BRATTLEBORO — Bill Benneyan, executive director and general manager of the Hermitage Club, compared his group to a start-up business made with friends in a garage — beginning with getting a phone line then building from there.
"It's been a busy six or eight weeks while we do that," he said during a Brattleboro Rotary Club meeting held remotely last week. "Our snowmaking system is in good shape. We've been pressure testing it. The lifts have been inspected and are in good shape. So the infrastructure is there."
With the member count currently at about 180, Benneyan anticipates the number being closer to 250 around the opening of the private ski resort at Haystack Mountan in Wilmington at the end of November. Members pay a $50,000 initiation fee and $15,000 in annual dues.

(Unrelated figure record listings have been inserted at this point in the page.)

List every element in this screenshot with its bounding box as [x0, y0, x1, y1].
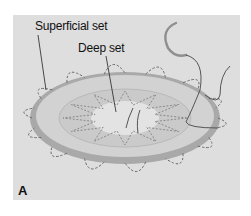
leader-line-superficial [38, 35, 46, 90]
label-superficial-set: Superficial set [35, 19, 107, 33]
panel-letter: A [18, 183, 27, 198]
label-deep-set: Deep set [78, 41, 124, 55]
needle-icon [165, 23, 186, 56]
suture-thread-tail [205, 66, 230, 100]
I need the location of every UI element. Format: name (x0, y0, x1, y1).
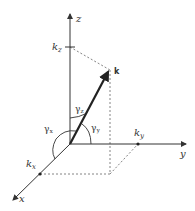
ky-label: ky (134, 127, 145, 140)
gamma-x-arc (53, 131, 76, 159)
kz-label: kz (52, 41, 62, 54)
gamma-y-arc (82, 124, 91, 144)
kz-projection-line (70, 47, 110, 70)
ky-projection-line (110, 144, 138, 174)
gamma-z-label: γz (75, 104, 84, 114)
projection-lines (40, 47, 138, 174)
kx-label: kx (26, 158, 36, 171)
vector-direction-diagram: z y x k kz ky kx γz γy γx (0, 0, 195, 211)
y-axis-label: y (179, 148, 186, 159)
kx-point (38, 172, 41, 175)
x-axis (13, 144, 70, 200)
z-axis-label: z (75, 13, 82, 24)
diagram-canvas: z y x k kz ky kx γz γy γx (0, 0, 195, 211)
gamma-z-arc (70, 114, 85, 118)
gamma-y-label: γy (91, 123, 100, 134)
x-axis-label: x (19, 193, 25, 204)
ky-point (136, 142, 139, 145)
gamma-x-label: γx (44, 124, 53, 134)
k-vector-label: k (114, 67, 120, 76)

There's a lot of interest in the club, Benneyan said, particularly given the challenges presented by the coronavirus pandemic.
"It's driving more people to move to this area up out of the cities. people that have the means to be at a private club," he said. "And the fact that the density is so low here, on a typical day, our attendance is maybe 10 percent of what you might find at another 200-acre resort or certainly next door at Mount Snow."
Describing the ski industry as transparent, Benneyan said best practices related to the pandemic will be shared widely. He sees the indoor activities or services being more of a challenge than those found outdoors.
In March, a group of club members purchased Hermitage assets in a bankruptcy auction for about $8 million. The sale was completed in May.
"I began shortly after with the task of reopening the ski area and reinvigorating the membership," Benneyan said. "It's a very unique business model. There are only two truly private club membership ski areas in the U.S.: ourselves and Yellowstone in Montana."
The Hermitage is unique, Benneyan said, because it is now owned by members.
"There's no debt and there's no mortgage," he said. "It's an extraordinary building and collection of assets — it's a great mountain — but the budget is not so opulent as the asset. It will need to run on the same tight budget most 200-acre ski areas run on. And that's my charge."
The properties were "fairly well cared for" over the last couple of years, Benneyan said. Berkshire Bank filed a foreclosure complaint against the former owning company in 2018 and a receiver was appointed by the state court to preserve the assets until they were sold.
Benneyan said his group is a nonprofit run by a board of directors and volunteers.
"It's a great cultural experiment of aligning values and mission and objectives and getting everybody moving in the same direction and doing it often without seeing each other in person ... " he said. "We really felt it was important to focus on the ski area, lifts and snowmaking and the lodge to support that. And that's it."
Benneyan said his group sold the Doveberry Inn in West Dover and the golf course, which is open to the public. He described the Hermitage Inn in West Dover and Snowgoose Inn in West Dover as being in the process of being sold, with some offers coming in for the Horizon Inn in Wilmington.
Benneyan said his group is looking to "revise and downscale" a master plan previously approved in state permitting.
"We are not resort developers and we won't be resort developers," he said. "We may likely work with developers to follow that plan through. It's important to the local employment base, it's important to the local tax base. You know, it drives revenue into the community and frankly it supports the club."
Benneyan estimated 75 percent of the club members are full-time residents or own a second home in the area. He said a number of seasonal homeowners have permanently relocated to the area during the pandemic.
Skiing is set to be the main focus now. Club members want "a pretty basic core ski experience," Bennyan said.
"No lobster Newberg at lunch — it's just the best grilled cheese you can find," he said. "That's our objective."
Asked if the legal issues are behind the group, Benneyan said an appeal made by Hermitage founder and former president Jim Barnes isn't slowing down progress at the club.
"We're moving forward 100 percent," Benneyan said. "The sale, through the courts, was signed off and certified, and I can't imagine the uproar to the federal bankruptcy system that would be caused if you could appeal a closed order."
Information is available on hermitageclub.com.